Pace Battery Management System Features:
- Compatible as a Home Assistant Add-on, see https://www.home-assistant.io/common-tasks/os#installing-third-party-add-ons
- Cell voltages
- Temperatures
- State of charge (SOC)
- State of health (SOH)
- Warnings & faults
- State indications
- Cell balancing state
- and many more.....
This addon comes with absolutely no guarantees whatsoever. Use at own risk.
Feel free to fork and expand!
Many brands using the PACE BMS, including:
- Greenrich U-P5000
- Hubble Lithium (AM2, AM4, X-101)
- Revov R100, R9
- SOK 48V (100Ah)
- YouthPower Rack Module 48V 100AH 4U-5U Lifepo4
- Allith 10kW LifePo4
- etc.......
If your ports look something like this, its likely a PACE BMS:
Install the pre-requisites as per requirements.txt. Then edit the config.yaml file to suit your needs and run the script bms.py NB: Tested with Python 3.9. Should work on later version as well.
All configuration options are available from within Home Assistant.
- debug_output: Options are 0 for minimal, 1 for minor errors such as checksums, 2-3 for more severe debug logs.
- force_pack_offset: This is currently available in the development version. This offset is used to force a defined offset between the data read from multiple packs. If you have more than one pack and only the first is read successfully, you can force an offset here to get subsequent packs to read in successfully. Default is 0, multiple of 2 (e.g. 2, 4, 6....) may work. As large as 20 has been used in one instance.
When viewed into the RJ11 socket, tab to the bottom, pins are ordered:
1:NC 2:GND 3:BMS_Tx 4:BMS_Rx 5:GND 6:NC
Either a direct serial interface from your hardware, a USB to serial, or a network connected TCP server device will work. Note the voltage levels are normal RS232 (and not TTL / 5V or something else).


### What you have to do:
Your copy of the data should match it exactly, except that the pictures are gone.
--- Information ---
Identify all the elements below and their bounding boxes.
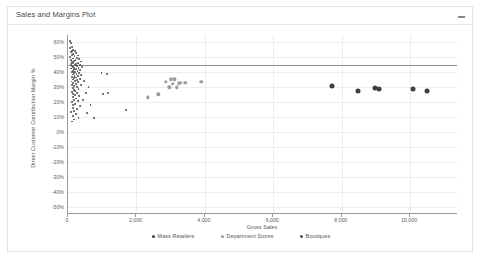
legend-swatch-icon bbox=[300, 235, 303, 238]
y-axis-tick-label: -50% bbox=[52, 204, 64, 210]
data-point-boutiques[interactable] bbox=[78, 72, 80, 74]
legend-label: Mass Retailers bbox=[158, 233, 195, 239]
x-axis-tick-label: 10,000 bbox=[401, 217, 417, 223]
data-point-boutiques[interactable] bbox=[101, 73, 103, 75]
data-point-boutiques[interactable] bbox=[72, 115, 74, 117]
data-point-boutiques[interactable] bbox=[70, 42, 72, 44]
x-axis-tick-label: 0 bbox=[66, 217, 69, 223]
data-point-boutiques[interactable] bbox=[79, 78, 81, 80]
legend-item-department-stores[interactable]: Department Stores bbox=[221, 233, 274, 239]
data-point-boutiques[interactable] bbox=[85, 92, 87, 94]
data-point-boutiques[interactable] bbox=[75, 77, 77, 79]
data-point-mass-retailers[interactable] bbox=[376, 86, 381, 91]
gridline-horizontal bbox=[68, 192, 457, 193]
x-axis-tick-mark bbox=[409, 214, 410, 217]
data-point-boutiques[interactable] bbox=[86, 112, 88, 114]
data-point-boutiques[interactable] bbox=[106, 73, 108, 75]
data-point-mass-retailers[interactable] bbox=[411, 87, 416, 92]
legend-swatch-icon bbox=[221, 235, 224, 238]
data-point-department-stores[interactable] bbox=[200, 80, 203, 83]
gridline-horizontal bbox=[68, 207, 457, 208]
data-point-boutiques[interactable] bbox=[107, 92, 109, 94]
data-point-boutiques[interactable] bbox=[78, 88, 80, 90]
x-axis-tick-mark bbox=[341, 214, 342, 217]
legend-item-boutiques[interactable]: Boutiques bbox=[300, 233, 331, 239]
data-point-boutiques[interactable] bbox=[75, 83, 77, 85]
y-axis-tick-label: 20% bbox=[54, 99, 64, 105]
data-point-boutiques[interactable] bbox=[77, 81, 79, 83]
data-point-boutiques[interactable] bbox=[80, 61, 82, 63]
gridline-horizontal bbox=[68, 42, 457, 43]
legend-swatch-icon bbox=[152, 235, 155, 238]
data-point-department-stores[interactable] bbox=[146, 96, 149, 99]
data-point-department-stores[interactable] bbox=[164, 80, 167, 83]
y-axis-tick-label: 0% bbox=[57, 129, 65, 135]
data-point-boutiques[interactable] bbox=[74, 94, 76, 96]
data-point-boutiques[interactable] bbox=[72, 107, 74, 109]
gridline-vertical bbox=[205, 35, 206, 213]
data-point-boutiques[interactable] bbox=[81, 66, 83, 68]
data-point-boutiques[interactable] bbox=[76, 108, 78, 110]
data-point-boutiques[interactable] bbox=[78, 117, 80, 119]
gridline-horizontal bbox=[68, 72, 457, 73]
gridline-horizontal bbox=[68, 177, 457, 178]
gridline-horizontal bbox=[68, 57, 457, 58]
data-point-mass-retailers[interactable] bbox=[424, 89, 429, 94]
data-point-mass-retailers[interactable] bbox=[330, 84, 335, 89]
gridline-horizontal bbox=[68, 117, 457, 118]
y-axis-tick-label: 30% bbox=[54, 84, 64, 90]
data-point-boutiques[interactable] bbox=[75, 113, 77, 115]
gridline-vertical bbox=[410, 35, 411, 213]
legend-label: Boutiques bbox=[306, 233, 331, 239]
ellipsis-horizontal-icon[interactable] bbox=[458, 14, 465, 18]
gridline-vertical bbox=[136, 35, 137, 213]
x-axis-tick-mark bbox=[135, 214, 136, 217]
x-axis-tick-label: 2,000 bbox=[129, 217, 142, 223]
y-axis-tick-label: 60% bbox=[54, 39, 64, 45]
gridline-horizontal bbox=[68, 147, 457, 148]
y-axis-tick-label: -10% bbox=[52, 144, 64, 150]
data-point-boutiques[interactable] bbox=[82, 99, 84, 101]
data-point-boutiques[interactable] bbox=[80, 84, 82, 86]
reference-line bbox=[68, 65, 457, 66]
data-point-boutiques[interactable] bbox=[71, 46, 73, 48]
data-point-boutiques[interactable] bbox=[102, 93, 104, 95]
data-point-boutiques[interactable] bbox=[71, 121, 73, 123]
x-axis-tick-mark bbox=[272, 214, 273, 217]
data-point-boutiques[interactable] bbox=[93, 117, 95, 119]
data-point-department-stores[interactable] bbox=[173, 78, 176, 81]
data-point-boutiques[interactable] bbox=[79, 105, 81, 107]
x-axis-tick-label: 4,000 bbox=[197, 217, 210, 223]
data-point-boutiques[interactable] bbox=[73, 104, 75, 106]
data-point-boutiques[interactable] bbox=[73, 99, 75, 101]
data-point-department-stores[interactable] bbox=[171, 82, 174, 85]
data-point-boutiques[interactable] bbox=[88, 86, 90, 88]
data-point-mass-retailers[interactable] bbox=[356, 88, 361, 93]
y-axis-tick-label: -40% bbox=[52, 189, 64, 195]
data-point-boutiques[interactable] bbox=[71, 101, 73, 103]
data-point-boutiques[interactable] bbox=[76, 92, 78, 94]
data-point-boutiques[interactable] bbox=[83, 80, 85, 82]
data-point-department-stores[interactable] bbox=[184, 81, 187, 84]
data-point-department-stores[interactable] bbox=[179, 81, 182, 84]
data-point-boutiques[interactable] bbox=[90, 104, 92, 106]
y-axis-tick-label: 50% bbox=[54, 54, 64, 60]
data-point-boutiques[interactable] bbox=[73, 110, 75, 112]
data-point-department-stores[interactable] bbox=[175, 86, 178, 89]
data-point-boutiques[interactable] bbox=[77, 100, 79, 102]
data-point-boutiques[interactable] bbox=[78, 95, 80, 97]
gridline-horizontal bbox=[68, 162, 457, 163]
data-point-department-stores[interactable] bbox=[168, 86, 171, 89]
chart-card: Sales and Margins Plot Direct Customer C… bbox=[7, 6, 473, 252]
y-axis-tick-label: -30% bbox=[52, 174, 64, 180]
data-point-boutiques[interactable] bbox=[77, 62, 79, 64]
data-point-department-stores[interactable] bbox=[157, 93, 160, 96]
legend-item-mass-retailers[interactable]: Mass Retailers bbox=[152, 233, 195, 239]
data-point-boutiques[interactable] bbox=[125, 109, 127, 111]
gridline-horizontal bbox=[68, 102, 457, 103]
data-point-boutiques[interactable] bbox=[80, 74, 82, 76]
scatter-plot-canvas[interactable] bbox=[67, 35, 457, 214]
page-title: Sales and Margins Plot bbox=[16, 10, 95, 19]
data-point-boutiques[interactable] bbox=[79, 69, 81, 71]
data-point-boutiques[interactable] bbox=[70, 111, 72, 113]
---
### Completed task:
Identify all the elements below and their bounding boxes.
legend-swatch-icon bbox=[300, 235, 303, 238]
y-axis-tick-label: -50% bbox=[52, 204, 64, 210]
data-point-boutiques[interactable] bbox=[78, 72, 80, 74]
legend-label: Mass Retailers bbox=[158, 233, 195, 239]
x-axis-tick-label: 10,000 bbox=[401, 217, 417, 223]
data-point-boutiques[interactable] bbox=[101, 73, 103, 75]
data-point-boutiques[interactable] bbox=[72, 115, 74, 117]
data-point-boutiques[interactable] bbox=[70, 42, 72, 44]
x-axis-tick-label: 0 bbox=[66, 217, 69, 223]
data-point-boutiques[interactable] bbox=[79, 78, 81, 80]
legend-item-department-stores[interactable]: Department Stores bbox=[221, 233, 274, 239]
data-point-boutiques[interactable] bbox=[85, 92, 87, 94]
data-point-boutiques[interactable] bbox=[75, 77, 77, 79]
data-point-mass-retailers[interactable] bbox=[376, 86, 381, 91]
gridline-horizontal bbox=[68, 192, 457, 193]
x-axis-tick-mark bbox=[409, 214, 410, 217]
data-point-boutiques[interactable] bbox=[86, 112, 88, 114]
data-point-boutiques[interactable] bbox=[106, 73, 108, 75]
data-point-mass-retailers[interactable] bbox=[411, 87, 416, 92]
legend-swatch-icon bbox=[221, 235, 224, 238]
data-point-department-stores[interactable] bbox=[200, 80, 203, 83]
gridline-horizontal bbox=[68, 207, 457, 208]
data-point-boutiques[interactable] bbox=[107, 92, 109, 94]
data-point-boutiques[interactable] bbox=[78, 88, 80, 90]
x-axis-tick-mark bbox=[341, 214, 342, 217]
legend-item-boutiques[interactable]: Boutiques bbox=[300, 233, 331, 239]
data-point-boutiques[interactable] bbox=[75, 83, 77, 85]
y-axis-tick-label: 20% bbox=[54, 99, 64, 105]
data-point-boutiques[interactable] bbox=[77, 81, 79, 83]
data-point-boutiques[interactable] bbox=[80, 61, 82, 63]
gridline-horizontal bbox=[68, 42, 457, 43]
legend-swatch-icon bbox=[152, 235, 155, 238]
data-point-department-stores[interactable] bbox=[146, 96, 149, 99]
data-point-department-stores[interactable] bbox=[164, 80, 167, 83]
y-axis-tick-label: 0% bbox=[57, 129, 65, 135]
data-point-boutiques[interactable] bbox=[74, 94, 76, 96]
data-point-boutiques[interactable] bbox=[72, 107, 74, 109]
gridline-vertical bbox=[205, 35, 206, 213]
data-point-boutiques[interactable] bbox=[81, 66, 83, 68]
data-point-boutiques[interactable] bbox=[76, 108, 78, 110]
data-point-boutiques[interactable] bbox=[78, 117, 80, 119]
gridline-horizontal bbox=[68, 72, 457, 73]
gridline-horizontal bbox=[68, 177, 457, 178]
gridline-horizontal bbox=[68, 57, 457, 58]
data-point-mass-retailers[interactable] bbox=[424, 89, 429, 94]
data-point-mass-retailers[interactable] bbox=[330, 84, 335, 89]
gridline-horizontal bbox=[68, 117, 457, 118]
y-axis-tick-label: 30% bbox=[54, 84, 64, 90]
data-point-boutiques[interactable] bbox=[75, 113, 77, 115]
gridline-vertical bbox=[410, 35, 411, 213]
legend-label: Boutiques bbox=[306, 233, 331, 239]
ellipsis-horizontal-icon[interactable] bbox=[458, 14, 465, 18]
gridline-vertical bbox=[136, 35, 137, 213]
x-axis-tick-mark bbox=[135, 214, 136, 217]
x-axis-tick-label: 2,000 bbox=[129, 217, 142, 223]
y-axis-tick-label: 60% bbox=[54, 39, 64, 45]
gridline-horizontal bbox=[68, 147, 457, 148]
y-axis-tick-label: -10% bbox=[52, 144, 64, 150]
data-point-boutiques[interactable] bbox=[82, 99, 84, 101]
data-point-boutiques[interactable] bbox=[80, 84, 82, 86]
reference-line bbox=[68, 65, 457, 66]
data-point-boutiques[interactable] bbox=[71, 46, 73, 48]
data-point-boutiques[interactable] bbox=[102, 93, 104, 95]
data-point-boutiques[interactable] bbox=[71, 121, 73, 123]
x-axis-tick-mark bbox=[272, 214, 273, 217]
data-point-boutiques[interactable] bbox=[93, 117, 95, 119]
data-point-department-stores[interactable] bbox=[173, 78, 176, 81]
data-point-boutiques[interactable] bbox=[79, 105, 81, 107]
x-axis-tick-label: 4,000 bbox=[197, 217, 210, 223]
data-point-boutiques[interactable] bbox=[73, 104, 75, 106]
data-point-boutiques[interactable] bbox=[73, 99, 75, 101]
data-point-department-stores[interactable] bbox=[171, 82, 174, 85]
data-point-boutiques[interactable] bbox=[88, 86, 90, 88]
data-point-mass-retailers[interactable] bbox=[356, 88, 361, 93]
y-axis-tick-label: -40% bbox=[52, 189, 64, 195]
data-point-boutiques[interactable] bbox=[71, 101, 73, 103]
data-point-boutiques[interactable] bbox=[76, 92, 78, 94]
data-point-boutiques[interactable] bbox=[83, 80, 85, 82]
data-point-department-stores[interactable] bbox=[184, 81, 187, 84]
data-point-department-stores[interactable] bbox=[179, 81, 182, 84]
data-point-boutiques[interactable] bbox=[90, 104, 92, 106]
y-axis-tick-label: 50% bbox=[54, 54, 64, 60]
data-point-boutiques[interactable] bbox=[73, 110, 75, 112]
data-point-department-stores[interactable] bbox=[175, 86, 178, 89]
data-point-boutiques[interactable] bbox=[77, 100, 79, 102]
data-point-boutiques[interactable] bbox=[78, 95, 80, 97]
gridline-horizontal bbox=[68, 162, 457, 163]
data-point-department-stores[interactable] bbox=[168, 86, 171, 89]
chart-card: Sales and Margins Plot Direct Customer C… bbox=[7, 6, 473, 252]
y-axis-tick-label: -30% bbox=[52, 174, 64, 180]
data-point-boutiques[interactable] bbox=[77, 62, 79, 64]
data-point-department-stores[interactable] bbox=[157, 93, 160, 96]
legend-item-mass-retailers[interactable]: Mass Retailers bbox=[152, 233, 195, 239]
data-point-boutiques[interactable] bbox=[125, 109, 127, 111]
gridline-horizontal bbox=[68, 102, 457, 103]
data-point-boutiques[interactable] bbox=[80, 74, 82, 76]
scatter-plot-canvas[interactable] bbox=[67, 35, 457, 214]
page-title: Sales and Margins Plot bbox=[16, 10, 95, 19]
data-point-boutiques[interactable] bbox=[79, 69, 81, 71]
data-point-boutiques[interactable] bbox=[70, 111, 72, 113]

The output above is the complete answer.